15 May: On this day in history
What events happened on 15 May in history? We round up the events, births and deaths…
15 May 1718
London lawyer James Puckle is granted a patent for his 'Defence Gun', a rapid-fire weapon designed to protect ships from boarders.
15 May 1810
Retired admiral Sir Isaac Coffin patented his 'perpetual oven' to bake biscuits for the navy. It had an endless wire mesh belt perpetually running through the oven with the help of rollers. It has been described as a major contribution to the development of mechanised food production. Coffin had served in the American War of Independence and against revolutionary France and had survived two court-martials – one for insubordination and one for corruption.
15 May 1859
Birth in Paris of physicist Pierre Curie. In 1903 Curie, his wife Marie Curie and Henri Becquerel will be jointly awarded the Nobel Prize for Physics for their work in the field of radiation.
15 May 1911
The United States Supreme Court declared the Standard Oil Company to be an unreasonable monopoly and ordered that it should be divided into a number of competing firms.
15 May 1940: The first McDonald’s opens in San Bernardino
Californians get a taste for fast food on the go and two brothers make their fortune
North E Street in San Bernardino, California doesn’t look like much: a bland, sun-baked stretch of west coast suburbia, lined with strip malls and drive-ins. But when you get to No 1398, you see it – a hamburger restaurant. Or rather, the hamburger restaurant, the first of 36,615 outlets of one of the world’s most famous brands.

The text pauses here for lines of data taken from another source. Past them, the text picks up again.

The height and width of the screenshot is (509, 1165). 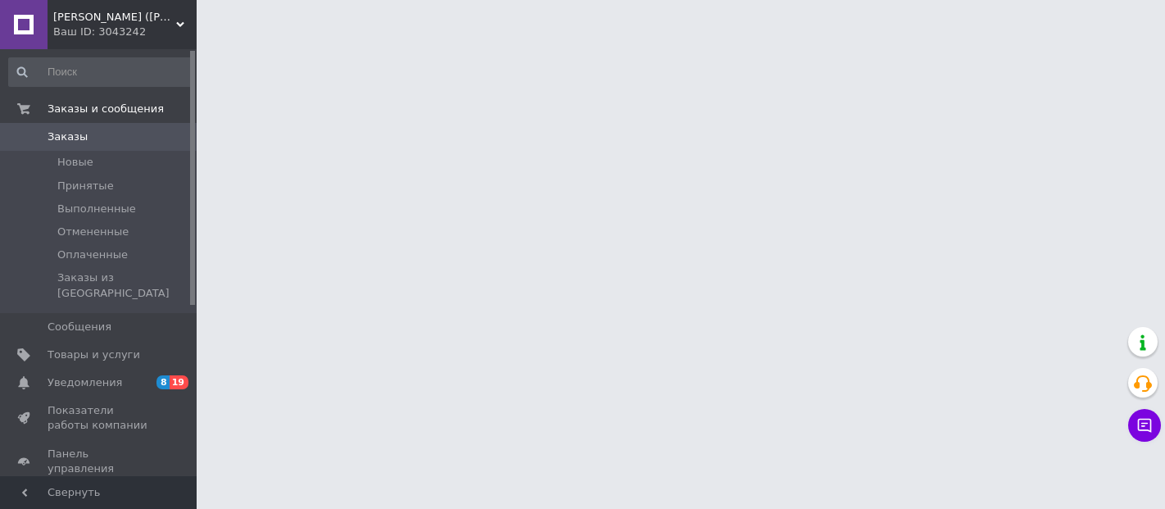 What do you see at coordinates (67, 137) in the screenshot?
I see `span: Заказы` at bounding box center [67, 137].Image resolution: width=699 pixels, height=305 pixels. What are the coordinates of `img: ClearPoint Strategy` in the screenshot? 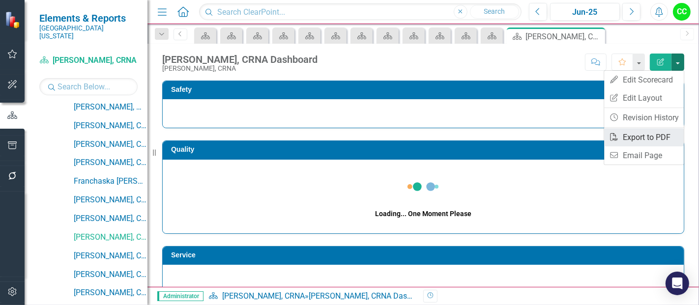 It's located at (13, 19).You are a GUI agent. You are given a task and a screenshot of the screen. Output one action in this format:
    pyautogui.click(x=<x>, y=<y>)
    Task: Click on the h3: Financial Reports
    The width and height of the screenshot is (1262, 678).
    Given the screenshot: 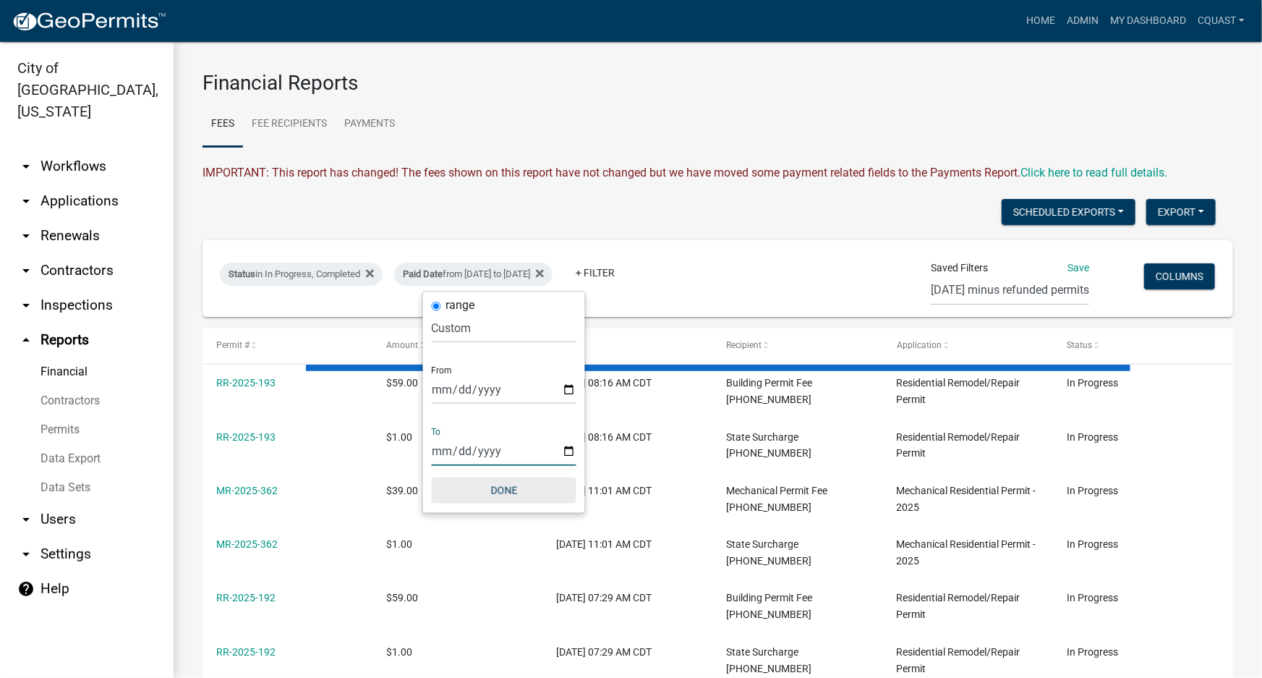 What is the action you would take?
    pyautogui.click(x=718, y=83)
    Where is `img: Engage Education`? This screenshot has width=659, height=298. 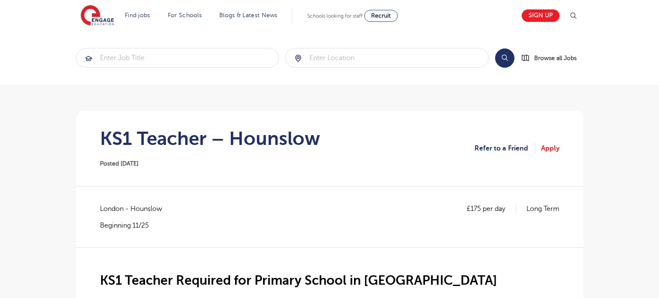 img: Engage Education is located at coordinates (97, 16).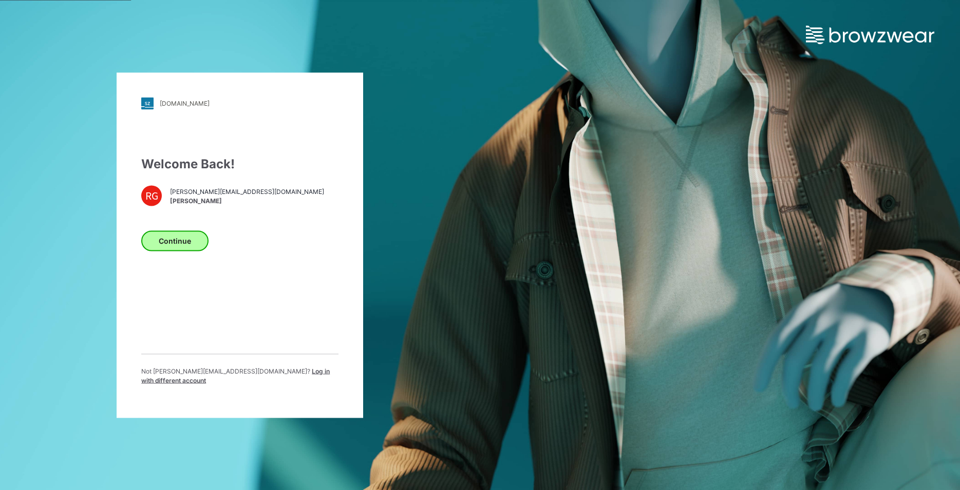  What do you see at coordinates (175, 241) in the screenshot?
I see `button: Continue` at bounding box center [175, 241].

The date was 15 May 1940. Europe was in flames, but in California the engine of economic recovery was beginning to roar after the ordeal of the Depression. In San Bernardino, part of the great sprawl stretching inland from Los Angeles, two brothers threw open the doors of their new fast food restaurant: McDonald’s Bar-B-Q.
Richard and Maurice McDonald had already opened a drive-in hot dog stand in nearby Arcadia. Now they opened up another outlet, this time specialising in barbecue.

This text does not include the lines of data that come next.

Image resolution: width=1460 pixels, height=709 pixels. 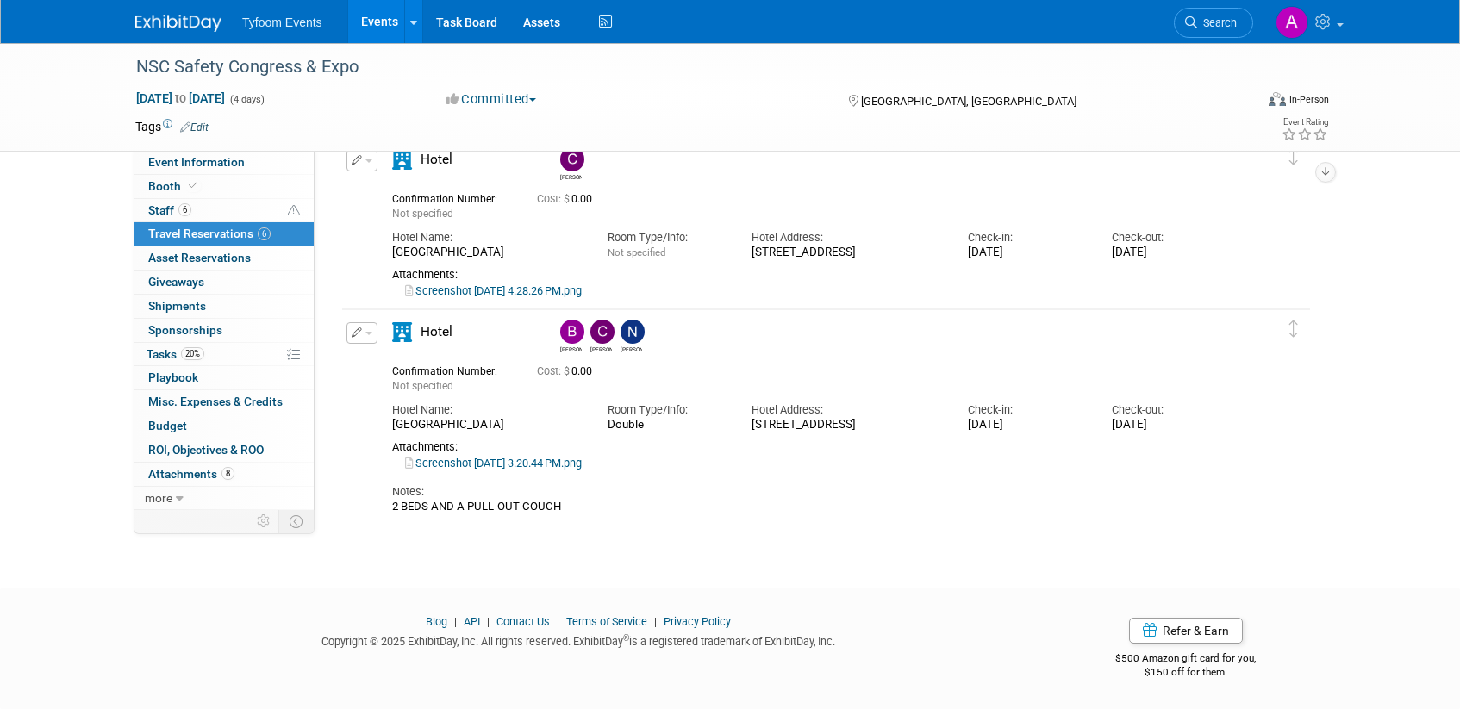 What do you see at coordinates (633, 332) in the screenshot?
I see `img: Nathan Nelson` at bounding box center [633, 332].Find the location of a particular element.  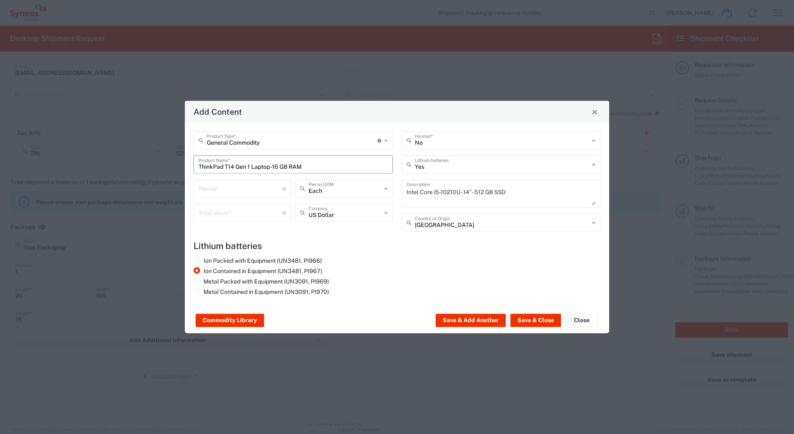

label: Ion Contained in Equipment (UN3481, PI967) is located at coordinates (258, 271).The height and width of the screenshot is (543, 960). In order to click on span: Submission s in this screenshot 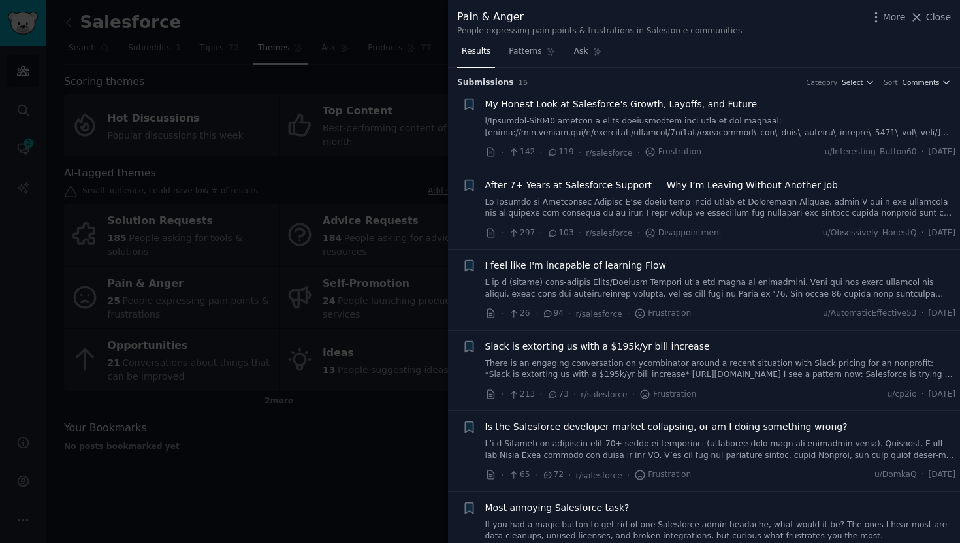, I will do `click(485, 83)`.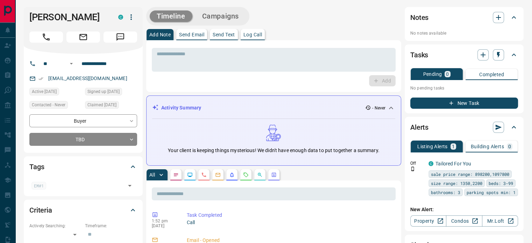 Image resolution: width=532 pixels, height=243 pixels. I want to click on div: Alerts, so click(464, 127).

There was nowhere to sit; you just drove up, placed your order from the simple 25-item menu at the counter, and then went off with your food. Speed was the whole point. This was the age of the automobile. What was more, this was southern California, where everybody – or almost everybody – had a car.
It was a resounding success. By 1948 the two brothers had streamlined the operation, cutting out much of the barbecue, changing the name to McDonald’s and specialising in hamburgers.
Five years later, the pair began looking for franchise partners, with the first new outlet opening in Phoenix, Arizona. In 1961 they cashed in, selling their stake to Ray Kroc for $2.7m. They could have held out for more. But, perhaps ironically, they weren’t greedy. | Written by Dominic Sandbrook
15 May 1957
Britain explodes its first H-Bomb above Christmas Island.